Banned, but booming!



RAMESH KUMAR

Strange, but true. Chinese authorities are in a quandary. While the Land of Dragon has gone multinational truly, the hunger for land to build 600 odd golf courses – most of them with 18 holes – is the bone of contention. The government banned the construction of golf courses six years ago and stopped issuing the mandatory permit. Still 400 plus new courses were thrown open or under construction. Golf courses are the rage to hawk million dollar residential palaces around the course to the growing expat population. Banned, but booming.
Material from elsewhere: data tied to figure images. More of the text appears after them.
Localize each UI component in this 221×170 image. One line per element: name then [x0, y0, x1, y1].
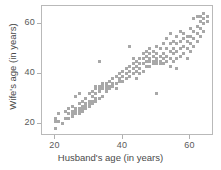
data-point	[135, 77, 138, 80]
data-point	[206, 20, 209, 23]
x-tick-mark	[122, 135, 123, 139]
data-point	[98, 60, 101, 63]
data-point	[142, 70, 145, 73]
data-point	[78, 92, 81, 95]
data-point	[199, 35, 202, 38]
data-point	[175, 67, 178, 70]
data-point	[155, 92, 158, 95]
y-tick-mark	[37, 73, 41, 74]
data-point	[54, 127, 57, 130]
data-points-layer	[42, 6, 212, 134]
data-point	[115, 87, 118, 90]
data-point	[175, 35, 178, 38]
data-point	[206, 15, 209, 18]
data-point	[202, 30, 205, 33]
data-point	[165, 37, 168, 40]
y-tick-mark	[37, 23, 41, 24]
plot-area-frame	[41, 5, 213, 135]
data-point	[159, 47, 162, 50]
data-point	[189, 50, 192, 53]
x-tick-label: 60	[177, 140, 201, 150]
x-axis-title: Husband's age (in years)	[0, 152, 221, 163]
data-point	[182, 52, 185, 55]
data-point	[169, 32, 172, 35]
data-point	[196, 40, 199, 43]
y-axis-title: Wife's age (in years)	[7, 7, 18, 127]
x-tick-label: 20	[42, 140, 66, 150]
x-tick-mark	[54, 135, 55, 139]
data-point	[101, 95, 104, 98]
y-tick-mark	[37, 123, 41, 124]
scatter-plot-figure: 204060 204060 Husband's age (in years) W…	[0, 0, 221, 170]
x-tick-label: 40	[110, 140, 134, 150]
data-point	[61, 122, 64, 125]
data-point	[192, 45, 195, 48]
x-tick-mark	[189, 135, 190, 139]
data-point	[186, 57, 189, 60]
data-point	[57, 112, 60, 115]
data-point	[162, 42, 165, 45]
data-point	[169, 65, 172, 68]
data-point	[128, 45, 131, 48]
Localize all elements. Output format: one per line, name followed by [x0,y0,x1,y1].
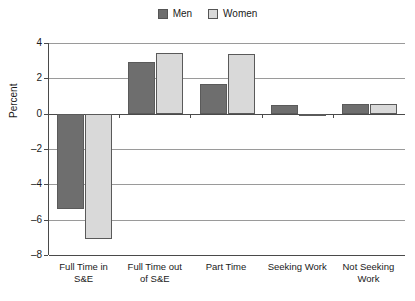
bar-men-1 [128,62,155,113]
bar-women-1 [156,53,183,114]
x-category-label-1: Full Time out of S&E [119,261,190,285]
x-category-label-3: Seeking Work [262,261,333,273]
bar-men-4 [342,104,369,114]
y-tick-mark--8 [44,255,48,256]
y-tick-label--2: –2 [22,144,42,154]
bar-men-3 [271,105,298,114]
chart-legend: Men Women [0,8,415,19]
bar-women-0 [85,114,112,239]
y-axis-label: Percent [8,84,19,118]
x-category-label-0: Full Time in S&E [48,261,119,285]
y-tick-label--4: –4 [22,179,42,189]
x-tick-mark-1 [119,114,120,118]
gridline--8 [49,255,405,256]
bar-women-2 [228,54,255,114]
legend-entry-women: Women [208,8,257,19]
legend-label-women: Women [223,8,257,19]
bar-men-2 [200,84,227,114]
bar-men-0 [57,114,84,209]
bar-chart: Men Women Percent 420–2–4–6–8 Full Time … [0,0,415,301]
y-tick-label-0: 0 [22,109,42,119]
x-category-label-4: Not Seeking Work [333,261,404,285]
y-tick-label-4: 4 [22,38,42,48]
bar-women-4 [370,104,397,114]
plot-area [48,43,405,255]
gridline-4 [49,43,405,44]
x-tick-mark-4 [333,114,334,118]
y-tick-label--6: –6 [22,215,42,225]
x-tick-mark-3 [262,114,263,118]
y-tick-label-2: 2 [22,73,42,83]
x-tick-mark-2 [190,114,191,118]
x-category-label-2: Part Time [190,261,261,273]
y-tick-label--8: –8 [22,250,42,260]
men-swatch-icon [158,9,168,19]
women-swatch-icon [208,9,218,19]
legend-label-men: Men [173,8,192,19]
legend-entry-men: Men [158,8,192,19]
bar-women-3 [299,114,326,116]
Comedian Robin Williams must be laughing at what is happening to golf in China of late. What has Robbie got to do with golf, you wonder? Recall his memorable dialogue in the 2002 “Live on Broadway” drama. Don’t? Here it is:

“I knock a ball in a gopher hole. Not with a straight stick, but with a little different shaped one. The ball goes in a gopher hole hundreds of yards away. There are obstacles in the way like trees and bushes and high grass. So you can lose the ball. Go whacking away with an iron. Each time you miss, you feel like you'll have a stroke. And you’re going to die. Right near the end, I'll put a little flat piece with a little flag to give you hope. But then I'll put a little pool and a sand box to deceive with your ball again. You don’t do this one time, but 18 times.” Audience roared in laughed day in and day out. Particularly at Robbie’s Chinese accented dialogue. More so for bashing up most-loved American sport viz., golf.
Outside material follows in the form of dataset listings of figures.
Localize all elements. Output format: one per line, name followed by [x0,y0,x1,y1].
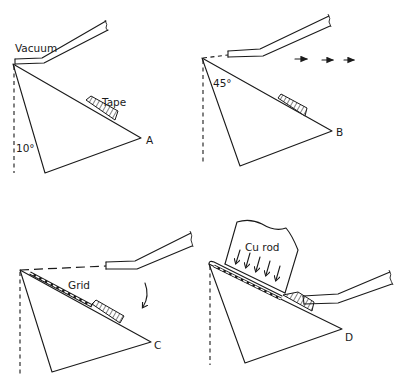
vertex-label-c: C [154,339,161,351]
pressure-arrows [236,250,280,280]
grid-label: Grid [68,279,90,291]
arrow-down-icon [236,250,240,263]
panel-c: Grid C [20,231,193,374]
cu-rod-label: Cu rod [245,241,280,253]
arrow-down-icon [246,253,250,267]
arrow-down-icon [276,266,280,280]
tape-hatch [278,94,307,116]
tape-hatch [92,300,124,323]
diagram-canvas: Vacuum Tape 10° A 45° B [0,0,402,385]
vertex-label-d: D [345,331,353,343]
tape-label: Tape [101,96,126,108]
vacuum-label: Vacuum [15,42,57,54]
vacuum-tweezer [228,14,331,57]
panel-b: 45° B [202,14,354,166]
curved-arrow-icon [143,283,147,307]
tweezer-path [203,55,228,58]
specimen-triangle [13,64,141,173]
vertex-label-b: B [336,126,343,138]
vertex-label-a: A [146,134,154,146]
arrow-down-icon [266,261,270,275]
panel-a: Vacuum Tape 10° A [13,20,154,173]
vacuum-tweezer [106,231,193,269]
specimen-triangle [209,264,342,363]
panel-d: Cu rod D [209,220,393,365]
angle-label: 45° [213,77,232,89]
cu-rod [225,220,298,293]
motion-arrows [295,59,354,60]
specimen-triangle [202,58,332,166]
angle-label: 10° [16,142,35,154]
tweezer-path [20,266,106,270]
arrow-down-icon [256,257,260,271]
vacuum-tweezer [303,270,393,304]
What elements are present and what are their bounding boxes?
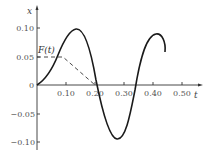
x-tick-label: 0.20 [86,89,104,98]
force-annotation: F(t) [37,45,55,55]
y-tick-label: 0.05 [16,53,34,62]
y-tick-label: −0.05 [10,110,35,119]
x-axis-arrow-icon [198,84,203,87]
y-tick-label: 0.10 [16,24,34,33]
response-series-line [37,29,165,139]
y-axis-label: x [27,6,32,16]
y-axis-arrow-icon [36,5,39,10]
y-tick-label: 0 [29,81,34,90]
x-tick-label: 0.30 [115,89,133,98]
chart: x t 0.10 0.05 0 −0.05 −0.10 0.10 0.20 0.… [0,0,207,156]
x-tick-label: 0.40 [144,89,162,98]
y-tick-label: −0.10 [10,138,35,147]
x-tick-label: 0.10 [57,89,75,98]
x-axis-label: t [194,90,198,100]
x-tick-label: 0.50 [173,89,191,98]
axes [36,5,204,150]
force-series-line [37,57,95,85]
It is no secret that all land in China belongs to the government. The recent crackdown on Anji King Valley Country Club near Shanghai, readying for a Ladies European Tour event in October by the Beijing Golf Police – a crack team – has come as a surprise. Only in 1984, China lifted the ban on golf, because until it was considered as the “rich man’s game” which costs $160 per round on weekend for the million plus avid golfers in a nation of billion plus.

Government data claims that it has less than eight per cent of its arable land to feed one fifth of world’s population. Since 1996, it has lost close to 30,000 square miles of arable land to the feverish construction activity. Honestly, their data is sketchy because their estimate is based on satellite imagery. When the government declared that there were just 10 golf courses, actually there were 176 known courses on ground in finished or unfinished form.

The Anji facility will not be turned back into farmland again. Even the Beijing Golf Police’s demolition kept away from areas surrounding well maintained fairways. It is a popular golfing centre even among the bureaucrats. This should at least save this course from closure. The Handnice Group, owning Anji facility, have paid penalty to local government for illegal use of land in the recent past – twice at least.

Olympics 2016 will have golf as one of the disciplines. China has of late begun to host a lot of pro games and boasting that it wants to raise not one, but more Tiger Woods. These will be just empty words unless facilities on ground are there. Despite all this hullabaloo Hainan Club, nicknamed Project 791, may become the world’s largest golf course with 22 courses, occupying an area equivalent to one and half times the size of Manhattan. Come 2020, the golfing landscape in China may have altered dramatically. China would go whole hog to be the world leader at any cost. Don’t be surprised to see Chinese golfers among the top 10 over the next decade or so. Because everything is possible.